I step around the pillar.

That’s when I see her. Paige has been herded into the middle of a panicked group of humans. Tears flood down her cheeks, her bangs are plastered against her damp forehead, and her glasses are askew on her nose. She looks at me.

My heart squeezes hard.

I’ll save you, Paige
.

I turn my attention back to the Chief, but he’s already watching me intently. He unceremoniously drops the teen he was holding. I can see what he’s going to do before he does it, but it happens too quickly for me to stop him. He’s behind Paige in a flash, an elbow hooked around her neck and one hand fisted in her hair. The rest of the humans shriek and run around the circle, looking for an escape. The sorcerers push and shove them brutally back inside. I hear a
crack
as fist meets bone.

“Any closer and I’ll snap her neck,” the Chief says. The calmness in his voice raises the hair on the back of my neck.

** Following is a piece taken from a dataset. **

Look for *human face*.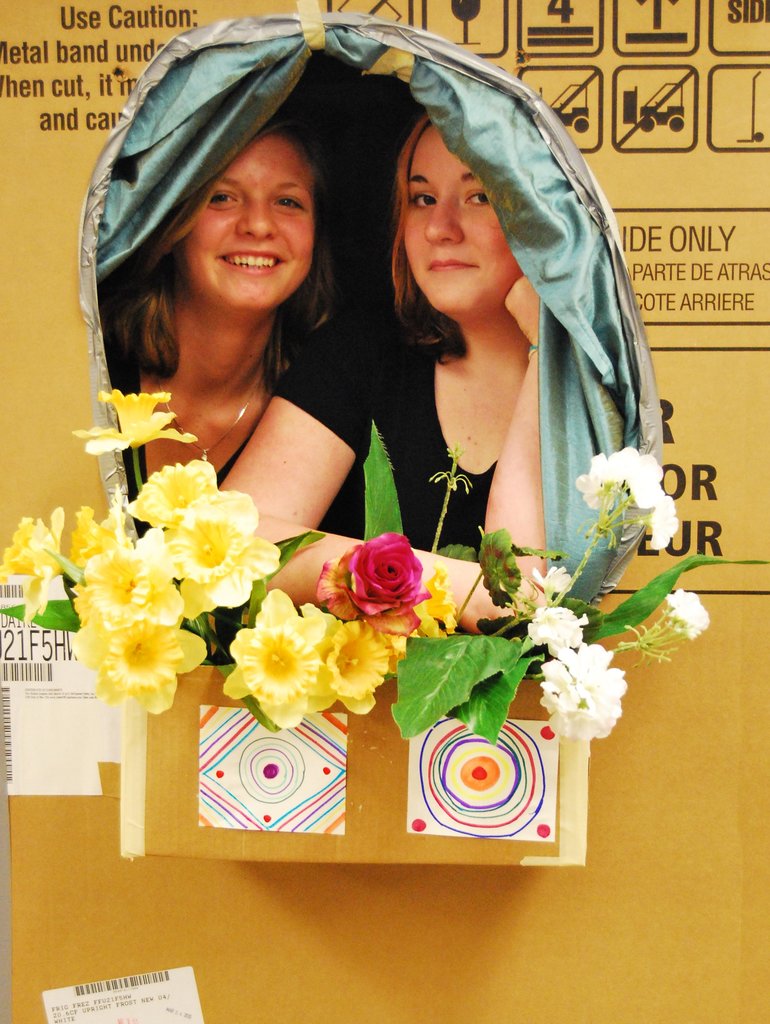
Found: left=171, top=140, right=316, bottom=312.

The chanting sputters to a halt, and the light above him shrinks.

“Keep going, you fools!” the Chief orders.

“Let her go!” I demand, with more confidence than I feel.

He tosses his head back and laughs. “And why would I do that?”

It comes out before I can think it through. “Because you broke my mom’s heart and you haven’t done a single thing for me since I was three and it’s all I’m asking of you.”

His laughter dies, and he pushes his mask up onto his head, narrowing his eyes on my face.

“I-Indigo?” he asks.

I fight the impulse to cross my arms, to make myself smaller. I ball my hands into fists at my sides.

He exhales, his face twisted in confusion. I can see him thinking it over, trying to decide whether or not it’s possible. I feel like I’m on an episode of a trashy daytime talk show that specializes in paternity reveals.